I will take you with me to Prague and Lidice, as well as Terezín. I will write about sacrifice from the crypt of the Church of St. Cyril and St. Methodius, while remembering the travesty of what happened in 1938 to Czechoslovakia.
I will write about the fruits of appeasement and their terrible cost. I will do my best to share the details of a story that should be remembered again, so that our children can live in peace.
Next, I will take you to Bratislava with me to check out a conference of democracy activists who are at the front lines of defending our shared values across the continent that was saved by America. The fight between freedom and its alternatives is enduring.
When I leave for Europe, there will be 221 days until America decides its destiny, and 210 days will remain when I return.
It is my deepest hope to inspire and inform you, as opposed to agitate and scare you. However, I do not apologize for worrying you as you must be worried because a virus has been set loose with malicious intent. The virus seeks to refute a noble premise with a great lie.
Democracy is the only just system of government that has ever existed because it is the only system that places the dignity of the human being above the power of the state. Democracy keeps us safe.
When a strongman says, “Give me power and just a little bit of your liberties so that I may solve all of your problems,” then the danger is at the door. The siren songs of grievance and resentment always have a chorus ready to join the hymn. It’s a lazy philosophy of loserdom, replacing the dignity of individualism with the conformities of obedience and the surrender of personal sovereignty and intellectual agency for the price of acceptance in a community of malice in a time of loneliness. It will always be as sad as it is malignant.
There is something essential to remember. I have been saying this for many years now: fascism did not thrive in the 1930s because it was strong or right, but rather, because democracy was corrupt and weak.
American democracy is weak and corrupt today. It is why there is a dangerous fascist movement that is on the cusp of controlling the White House.

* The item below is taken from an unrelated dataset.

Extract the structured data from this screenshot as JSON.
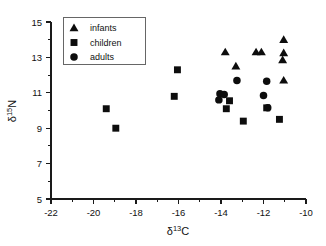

They exalt a dangerous demagogue who should be believed when he makes threats. When power and threats combine, there is always misery and death. I will remind you of that in this journey, as well as taking you into beautiful, vibrant cities with great people, food and drink.
I hope you’ll come along for the journey.
VIDEO COMMENTARY: The search for balance can never lead to erasure of reality
This morning, I joined Scripps News to explain why Ronna McDaniel's hiring at NBC is damaging to the brand, and how news organizations should approach "fair and balanced" coverage of the 2024 election in an age of lying and misinformation:
Note: If you would prefer to read the transcript, instead of playing the video right on this page/email, click on “Watch on YouTube” on the video screen below. At this point, you should be on the YouTube page or YouTube app. Scroll down past “Description” (section where it describes the content of the video) to “Transcript,” and then click on “Show transcript.” If you’re still having difficulty, visit youtube.com, and just search for “Steve Schmidt The Warning.” You’ll be brought to my YouTube channel. All of my videos are there, and you will see the "Transcript" option after each video description.
I am with you on your journey, Steve!
What a fabulous and generous gift you are giving us
What a unique and important opportunity
to LEARN
to be inspired
to be renewed in our commitment to freedom
Thank you greatly Steve
What a blessing this journey will be for us all
especially at this vital juncture in history
You are building our strength
to hold the central core of America together
What a fine leader and patriot you are
Wishing you a safe journey, extraordinary encounters, and an abundance of reflection time.